Whether or not one agrees with Musk’s rhetoric, his intervention helped reignite public interest and pushed the issue back into national focus. Musk tapped into a sentiment many ordinary Britons have harboured for years—that the elite’s obsession with not offending communities has come at the expense of justice.
This isn’t about blaming all Pakistanis. It’s about telling the truth.
Let’s be clear: most child sexual abuse in the UK is committed by white men. But group-based exploitation, the specific type of coordinated grooming and trafficking seen in several high-profile scandals, has involved a disproportionate number of men of Pakistani heritage. That’s not a smear. That’s a statistical and documented fact—one the British state is only now prepared to acknowledge.

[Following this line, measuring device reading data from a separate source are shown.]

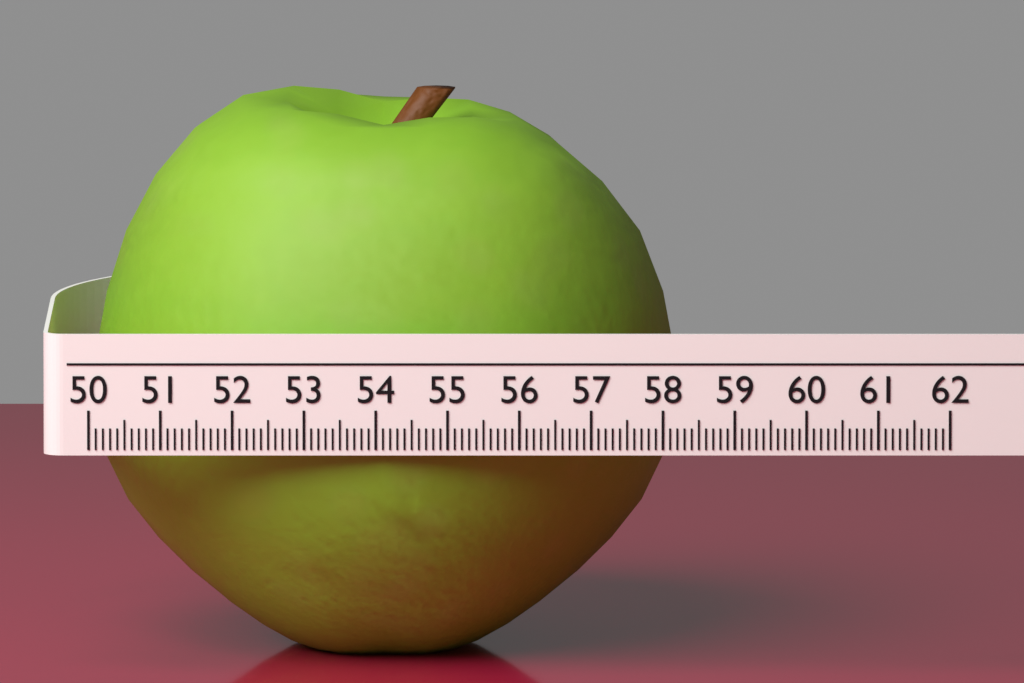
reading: 58.2 (no unit)
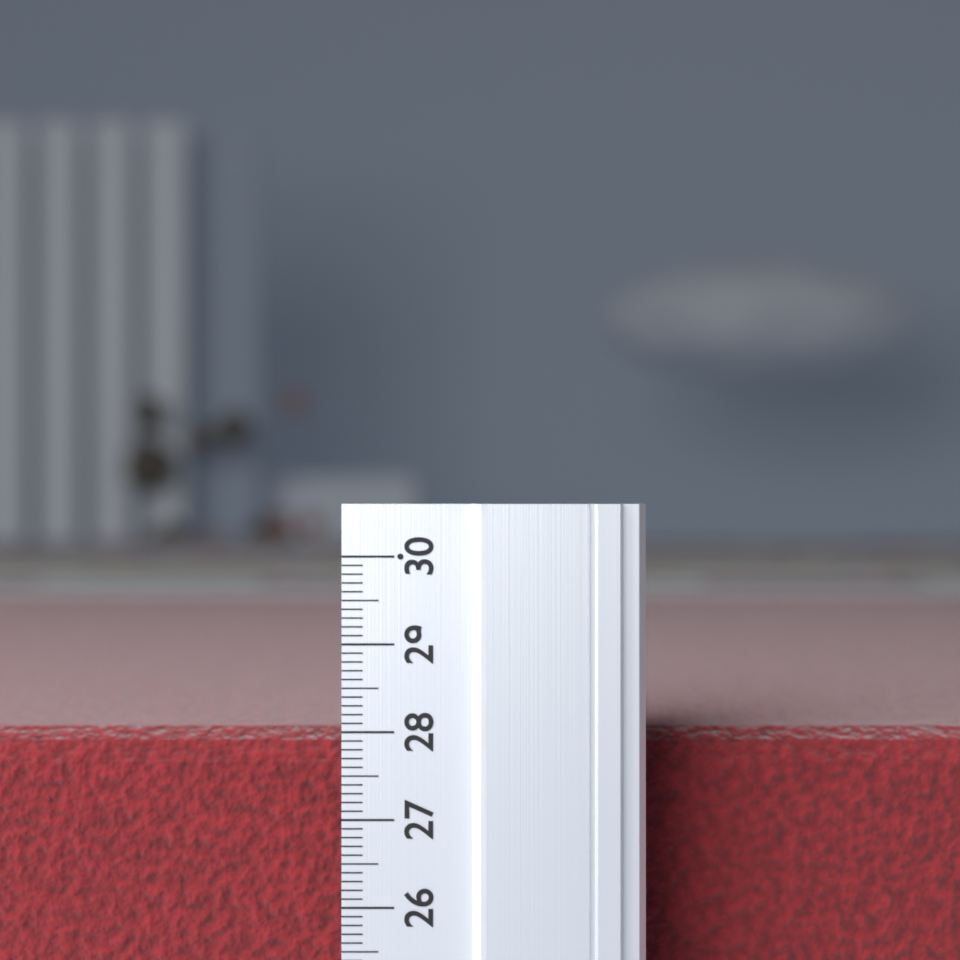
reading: 27.9 (no unit)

Baroness Casey made it clear that the fear of being labelled racist stopped authorities from acting against these grooming gangs. But the result wasn’t social harmony. It was systemic betrayal.
There was no risk of racism in naming a pattern. There was a risk, instead, of institutional decay when the truth itself became taboo.
Britain now faces a reckoning. If Casey’s report becomes just another document gathering dust—like so many before it—then the message is clear: some lives matter less than others, depending on who victimises them.
Worse, it seems increasingly likely that the very politicians, police chiefs, and bureaucrats who buried these stories, shamed the victims, and dismissed whistleblowers will walk away untouched.
No resignations, no criminal negligence charges—just belated apologies, parliamentary speeches, and photo ops with victims they once ignored.
The country cannot pretend to have learned from this unless it is willing to hold not only the abusers, but also the enablers, to account.
There is still time to change that. But it begins with rejecting the cowardice that kept the truth buried—and insisting that protecting children must always come before protecting narratives.